Roanoke Times Copyright (c) 1995, Landmark Communications, Inc. DATE: TUESDAY, August 22, 1995 TAG: 9508230024 SECTION: WELCOME STUDENTS PAGE: WS-20 EDITION: NEW RIVER VALLEY SOURCE: WENDY L. TURNER SPECIAL TO THE ROANOKE TIMES DATELINE: LENGTH: Medium
"Hi. How are you?''
"Fi-i-ne, thank you. How are yo-u-u?''
"Very well."
The tall, blonde girl looked at me, smiled and spoke. "I've been dying to ask, are you from Georgia?''
Stunned, my lower jaw dropped as I replied, "No, I'm from Franklin County. It's about a hundred miles from here."
Thinking this person must have been from north of the Mason-Dixon line to ask such a question, I politely asked her where home was.
"Richmond."
"Oh."
This was typical of my first week, month, year at college. Actually, it lasted my entire tenure at RU.
I came to Radford University in the fall of 1988, a naive, innocent, passive 17-year-old girl from a rural area in Southwest Virginia.
I grew up among the hills of Turkeycock Mountain between my home in Sago and my grandparents' farms in Pittsylvania County. My childhood days were spent in tobacco fields, riding my bike down dirt roads with my dog barking excitedly by my side, avoiding snakes and poison oak while I swam in the Pigg River, and playing in the stream behind my grandmother's house with my cousins and the bullfrogs.
As I hit adolescence, I began to wander into the world of pop music, make-up and parties, like all teen-agers. After high school graduation, I packed my belongings to start my new college life. I was consumed by that worn-out cliche about being ready to take on the world.
I never expected to feel "lost" in what I considered to be my own back yard. Radford was a small town in Southwest Virginia, and I was a country girl. Besides, it was close to home, which meant things couldn't be too different.
Yeah, right.
While I watched "Little House on the Prairie" reruns, everyone else was tuned into MTV. I wore blue jeans and button-up shirts instead of the ever-popular hippie and Rastafarian looks. While other girls decorated their rooms with pictures of Bob Marley and perfectly sculpted men, I adorned my walls with pictures of Scarlett and Rhett in their Southern glory. Beside them hung an American flag. I didn't understand why my hall mates from NOVA giggled at what was such an obvious paradox to them.
They were from where?
This place called NOVA haunted me for weeks. Hundreds of my peers introduced themselves as being from this elusive area. Too embarrassed to ask where it was, I would smile and nod my head. I figured out it was accessible by car when I saw sign after sign tacked up all over campus about students who wanted to catch rides there. Imagine my embarrassment when I learned that NOVA was not one particular place but rather the northern region of my own state.
I knew I would meet people from all over the country who spoke and acted different from me. But just how different could things get on a college campus that offered a minor in Appalachian Studies?
I got my answer when I met Lori.
Lori introduced herself as being from the Philippines, but she had lived on most every continent. She spoke with an accent that was a cross between British and something else I could never pinpoint. Her features were a mystery to me because her dark hair was always in her face.
She had brought everything she owned in one huge suitcase that was filled with fertility symbols, exotic scarves and letters from her Sting look-alike boyfriend from England. She was into theater and kept late hours, returning home in the early morning to take a shower and get a few hours of sleep. She smoked clove cigarettes in the no-smoking section.
And I thought I was a rebel for sneaking my pet hamster into the dorm.
To put it politely, Lori and I were cultural confusions. I didn't understand her left-wing liberalized views and she didn't understand my conservative ones. She often remarked that she would like to visit the area I grew up in order to "understand me better."
I never would have predicted an outsider would invade my turf and call me different.
Certainly the cultural and linguistic differences didn't stop here.
But after the initial stages of surprise and mixed emotions, I came to appreciate the diversity I encountered and eventually intermingled with.
Lori and I became close friends and made many memories until she left for her next destination. I imagine her to be in the African countryside, New York City, or Japan.
Even though I have visited the illustrious NOVA, New York and Great Britain, I, however, prefer the security of a region I always expect to call home.
By the way, someone in London asked if I was from Texas.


### Try it
The records appear below. Copy each one exactly.

### Input data
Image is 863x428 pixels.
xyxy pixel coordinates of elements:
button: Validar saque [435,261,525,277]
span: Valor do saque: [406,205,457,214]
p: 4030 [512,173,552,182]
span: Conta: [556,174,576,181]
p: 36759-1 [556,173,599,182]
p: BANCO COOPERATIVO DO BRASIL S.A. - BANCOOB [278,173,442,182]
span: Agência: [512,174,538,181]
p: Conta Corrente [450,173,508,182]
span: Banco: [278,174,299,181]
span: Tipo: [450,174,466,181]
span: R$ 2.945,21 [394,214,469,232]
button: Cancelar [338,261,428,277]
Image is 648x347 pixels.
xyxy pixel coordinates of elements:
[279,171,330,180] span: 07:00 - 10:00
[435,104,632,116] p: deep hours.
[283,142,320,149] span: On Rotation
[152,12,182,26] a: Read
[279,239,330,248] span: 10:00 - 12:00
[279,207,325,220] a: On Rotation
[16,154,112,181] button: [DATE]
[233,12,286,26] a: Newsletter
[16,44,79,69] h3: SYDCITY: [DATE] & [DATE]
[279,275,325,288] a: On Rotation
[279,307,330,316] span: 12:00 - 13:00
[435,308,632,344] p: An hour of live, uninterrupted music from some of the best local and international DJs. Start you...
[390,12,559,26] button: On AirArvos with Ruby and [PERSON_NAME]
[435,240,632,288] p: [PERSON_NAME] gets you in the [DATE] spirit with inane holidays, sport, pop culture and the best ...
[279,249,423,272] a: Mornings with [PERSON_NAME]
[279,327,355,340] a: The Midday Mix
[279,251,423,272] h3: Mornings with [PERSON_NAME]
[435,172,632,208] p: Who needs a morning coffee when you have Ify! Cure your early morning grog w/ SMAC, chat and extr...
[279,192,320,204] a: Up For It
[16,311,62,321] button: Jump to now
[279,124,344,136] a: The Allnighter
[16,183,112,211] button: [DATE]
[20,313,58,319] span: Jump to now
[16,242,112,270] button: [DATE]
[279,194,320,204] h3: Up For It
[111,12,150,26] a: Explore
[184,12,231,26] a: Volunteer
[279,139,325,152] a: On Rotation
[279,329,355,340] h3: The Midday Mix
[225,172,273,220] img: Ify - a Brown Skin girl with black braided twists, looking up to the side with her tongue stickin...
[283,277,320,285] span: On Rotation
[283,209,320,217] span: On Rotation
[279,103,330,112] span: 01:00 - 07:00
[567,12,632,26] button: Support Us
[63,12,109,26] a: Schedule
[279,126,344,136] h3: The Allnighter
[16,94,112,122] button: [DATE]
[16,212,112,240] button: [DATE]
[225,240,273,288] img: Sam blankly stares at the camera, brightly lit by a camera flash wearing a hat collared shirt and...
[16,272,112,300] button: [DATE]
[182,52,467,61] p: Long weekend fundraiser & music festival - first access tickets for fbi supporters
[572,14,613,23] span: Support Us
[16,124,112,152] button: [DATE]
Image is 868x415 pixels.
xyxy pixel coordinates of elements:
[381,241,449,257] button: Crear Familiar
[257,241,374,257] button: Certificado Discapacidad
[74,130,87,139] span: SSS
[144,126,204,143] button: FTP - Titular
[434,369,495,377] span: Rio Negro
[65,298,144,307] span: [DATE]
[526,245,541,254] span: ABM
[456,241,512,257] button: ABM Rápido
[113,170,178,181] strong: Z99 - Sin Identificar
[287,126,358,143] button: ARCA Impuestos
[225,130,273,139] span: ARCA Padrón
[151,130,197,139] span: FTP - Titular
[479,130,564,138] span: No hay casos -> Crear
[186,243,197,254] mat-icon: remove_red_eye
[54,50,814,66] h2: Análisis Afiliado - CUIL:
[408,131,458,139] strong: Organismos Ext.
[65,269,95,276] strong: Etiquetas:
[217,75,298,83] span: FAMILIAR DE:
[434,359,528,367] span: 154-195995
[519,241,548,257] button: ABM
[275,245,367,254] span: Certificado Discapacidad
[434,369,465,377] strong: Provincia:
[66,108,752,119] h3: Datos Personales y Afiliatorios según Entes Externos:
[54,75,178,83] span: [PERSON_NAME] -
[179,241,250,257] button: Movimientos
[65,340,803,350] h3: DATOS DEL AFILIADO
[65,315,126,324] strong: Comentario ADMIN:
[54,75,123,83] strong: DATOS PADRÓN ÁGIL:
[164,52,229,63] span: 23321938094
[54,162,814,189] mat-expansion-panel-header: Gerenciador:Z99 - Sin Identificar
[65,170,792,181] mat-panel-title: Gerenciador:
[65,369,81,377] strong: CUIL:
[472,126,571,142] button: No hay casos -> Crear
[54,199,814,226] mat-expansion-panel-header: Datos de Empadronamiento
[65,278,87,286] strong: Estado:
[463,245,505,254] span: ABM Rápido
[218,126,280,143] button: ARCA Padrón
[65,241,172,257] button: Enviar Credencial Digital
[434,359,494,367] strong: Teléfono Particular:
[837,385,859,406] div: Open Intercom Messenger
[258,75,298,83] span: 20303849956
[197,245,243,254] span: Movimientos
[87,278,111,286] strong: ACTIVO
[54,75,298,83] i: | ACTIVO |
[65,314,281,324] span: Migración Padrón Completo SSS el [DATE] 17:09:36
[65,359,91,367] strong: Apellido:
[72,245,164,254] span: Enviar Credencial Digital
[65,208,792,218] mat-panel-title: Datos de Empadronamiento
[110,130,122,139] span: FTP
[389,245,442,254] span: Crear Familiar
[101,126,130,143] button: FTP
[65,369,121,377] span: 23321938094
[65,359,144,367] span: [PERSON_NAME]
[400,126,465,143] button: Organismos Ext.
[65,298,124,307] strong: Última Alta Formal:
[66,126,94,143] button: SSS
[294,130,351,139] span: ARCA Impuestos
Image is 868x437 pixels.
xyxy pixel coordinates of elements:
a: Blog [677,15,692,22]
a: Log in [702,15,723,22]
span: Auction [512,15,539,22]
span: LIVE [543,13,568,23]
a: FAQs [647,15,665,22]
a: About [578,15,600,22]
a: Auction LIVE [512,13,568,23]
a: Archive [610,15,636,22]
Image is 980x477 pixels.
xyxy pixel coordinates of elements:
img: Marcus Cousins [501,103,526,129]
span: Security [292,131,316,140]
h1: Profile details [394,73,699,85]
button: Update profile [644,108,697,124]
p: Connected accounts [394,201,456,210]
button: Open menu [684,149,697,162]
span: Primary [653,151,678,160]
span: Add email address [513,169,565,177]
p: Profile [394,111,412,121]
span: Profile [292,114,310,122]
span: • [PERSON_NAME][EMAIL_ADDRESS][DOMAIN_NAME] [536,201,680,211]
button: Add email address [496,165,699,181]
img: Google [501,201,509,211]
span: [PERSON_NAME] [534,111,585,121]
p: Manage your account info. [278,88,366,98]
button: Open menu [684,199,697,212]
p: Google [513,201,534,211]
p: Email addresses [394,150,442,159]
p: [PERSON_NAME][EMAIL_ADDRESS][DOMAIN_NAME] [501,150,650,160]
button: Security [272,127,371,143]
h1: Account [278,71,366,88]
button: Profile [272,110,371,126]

### Response box
Image is 863x428 pixels.
xyxy pixel coordinates of elements:
button: Validar saque [435,261,525,277]
span: Valor do saque: [406,205,457,214]
p: 4030 [512,173,552,182]
span: Conta: [556,174,576,181]
p: 36759-1 [556,173,599,182]
p: BANCO COOPERATIVO DO BRASIL S.A. - BANCOOB [278,173,442,182]
span: Agência: [512,174,538,181]
p: Conta Corrente [450,173,508,182]
span: Banco: [278,174,299,181]
span: Tipo: [450,174,466,181]
span: R$ 2.945,21 [394,214,469,232]
button: Cancelar [338,261,428,277]
Image is 648x347 pixels.
xyxy pixel coordinates of elements:
[279,171,330,180] span: 07:00 - 10:00
[435,104,632,116] p: deep hours.
[283,142,320,149] span: On Rotation
[152,12,182,26] a: Read
[279,239,330,248] span: 10:00 - 12:00
[279,207,325,220] a: On Rotation
[16,154,112,181] button: [DATE]
[233,12,286,26] a: Newsletter
[16,44,79,69] h3: SYDCITY: [DATE] & [DATE]
[279,275,325,288] a: On Rotation
[279,307,330,316] span: 12:00 - 13:00
[435,308,632,344] p: An hour of live, uninterrupted music from some of the best local and international DJs. Start you...
[390,12,559,26] button: On AirArvos with Ruby and [PERSON_NAME]
[435,240,632,288] p: [PERSON_NAME] gets you in the [DATE] spirit with inane holidays, sport, pop culture and the best ...
[279,249,423,272] a: Mornings with [PERSON_NAME]
[279,327,355,340] a: The Midday Mix
[279,251,423,272] h3: Mornings with [PERSON_NAME]
[435,172,632,208] p: Who needs a morning coffee when you have Ify! Cure your early morning grog w/ SMAC, chat and extr...
[279,192,320,204] a: Up For It
[16,311,62,321] button: Jump to now
[279,124,344,136] a: The Allnighter
[16,183,112,211] button: [DATE]
[20,313,58,319] span: Jump to now
[16,242,112,270] button: [DATE]
[279,194,320,204] h3: Up For It
[111,12,150,26] a: Explore
[184,12,231,26] a: Volunteer
[279,139,325,152] a: On Rotation
[279,329,355,340] h3: The Midday Mix
[225,172,273,220] img: Ify - a Brown Skin girl with black braided twists, looking up to the side with her tongue stickin...
[283,277,320,285] span: On Rotation
[283,209,320,217] span: On Rotation
[279,103,330,112] span: 01:00 - 07:00
[567,12,632,26] button: Support Us
[63,12,109,26] a: Schedule
[279,126,344,136] h3: The Allnighter
[16,94,112,122] button: [DATE]
[16,212,112,240] button: [DATE]
[225,240,273,288] img: Sam blankly stares at the camera, brightly lit by a camera flash wearing a hat collared shirt and...
[16,272,112,300] button: [DATE]
[182,52,467,61] p: Long weekend fundraiser & music festival - first access tickets for fbi supporters
[572,14,613,23] span: Support Us
[16,124,112,152] button: [DATE]
Image is 868x415 pixels.
xyxy pixel coordinates of elements:
[381,241,449,257] button: Crear Familiar
[257,241,374,257] button: Certificado Discapacidad
[74,130,87,139] span: SSS
[144,126,204,143] button: FTP - Titular
[434,369,495,377] span: Rio Negro
[65,298,144,307] span: [DATE]
[526,245,541,254] span: ABM
[456,241,512,257] button: ABM Rápido
[113,170,178,181] strong: Z99 - Sin Identificar
[287,126,358,143] button: ARCA Impuestos
[225,130,273,139] span: ARCA Padrón
[151,130,197,139] span: FTP - Titular
[479,130,564,138] span: No hay casos -> Crear
[186,243,197,254] mat-icon: remove_red_eye
[54,50,814,66] h2: Análisis Afiliado - CUIL:
[408,131,458,139] strong: Organismos Ext.
[65,269,95,276] strong: Etiquetas:
[217,75,298,83] span: FAMILIAR DE:
[434,359,528,367] span: 154-195995
[519,241,548,257] button: ABM
[275,245,367,254] span: Certificado Discapacidad
[434,369,465,377] strong: Provincia:
[66,108,752,119] h3: Datos Personales y Afiliatorios según Entes Externos:
[54,75,178,83] span: [PERSON_NAME] -
[179,241,250,257] button: Movimientos
[65,340,803,350] h3: DATOS DEL AFILIADO
[65,315,126,324] strong: Comentario ADMIN:
[54,75,123,83] strong: DATOS PADRÓN ÁGIL:
[164,52,229,63] span: 23321938094
[54,162,814,189] mat-expansion-panel-header: Gerenciador:Z99 - Sin Identificar
[65,170,792,181] mat-panel-title: Gerenciador:
[65,369,81,377] strong: CUIL:
[472,126,571,142] button: No hay casos -> Crear
[54,199,814,226] mat-expansion-panel-header: Datos de Empadronamiento
[65,278,87,286] strong: Estado:
[463,245,505,254] span: ABM Rápido
[218,126,280,143] button: ARCA Padrón
[65,241,172,257] button: Enviar Credencial Digital
[434,359,494,367] strong: Teléfono Particular:
[837,385,859,406] div: Open Intercom Messenger
[258,75,298,83] span: 20303849956
[197,245,243,254] span: Movimientos
[87,278,111,286] strong: ACTIVO
[54,75,298,83] i: | ACTIVO |
[65,314,281,324] span: Migración Padrón Completo SSS el [DATE] 17:09:36
[65,359,91,367] strong: Apellido:
[72,245,164,254] span: Enviar Credencial Digital
[65,208,792,218] mat-panel-title: Datos de Empadronamiento
[110,130,122,139] span: FTP
[389,245,442,254] span: Crear Familiar
[101,126,130,143] button: FTP
[65,369,121,377] span: 23321938094
[65,359,144,367] span: [PERSON_NAME]
[400,126,465,143] button: Organismos Ext.
[65,298,124,307] strong: Última Alta Formal:
[66,126,94,143] button: SSS
[294,130,351,139] span: ARCA Impuestos
Image is 868x437 pixels.
xyxy pixel coordinates of elements:
a: Blog [677,15,692,22]
a: Log in [702,15,723,22]
span: Auction [512,15,539,22]
span: LIVE [543,13,568,23]
a: FAQs [647,15,665,22]
a: About [578,15,600,22]
a: Auction LIVE [512,13,568,23]
a: Archive [610,15,636,22]
Image is 980x477 pixels.
xyxy pixel coordinates of elements:
img: Marcus Cousins [501,103,526,129]
span: Security [292,131,316,140]
h1: Profile details [394,73,699,85]
button: Update profile [644,108,697,124]
p: Connected accounts [394,201,456,210]
button: Open menu [684,149,697,162]
span: Primary [653,151,678,160]
span: Add email address [513,169,565,177]
p: Profile [394,111,412,121]
span: Profile [292,114,310,122]
span: • [PERSON_NAME][EMAIL_ADDRESS][DOMAIN_NAME] [536,201,680,211]
button: Add email address [496,165,699,181]
img: Google [501,201,509,211]
span: [PERSON_NAME] [534,111,585,121]
p: Manage your account info. [278,88,366,98]
button: Open menu [684,199,697,212]
p: Google [513,201,534,211]
p: Email addresses [394,150,442,159]
p: [PERSON_NAME][EMAIL_ADDRESS][DOMAIN_NAME] [501,150,650,160]
button: Security [272,127,371,143]
h1: Account [278,71,366,88]
button: Profile [272,110,371,126]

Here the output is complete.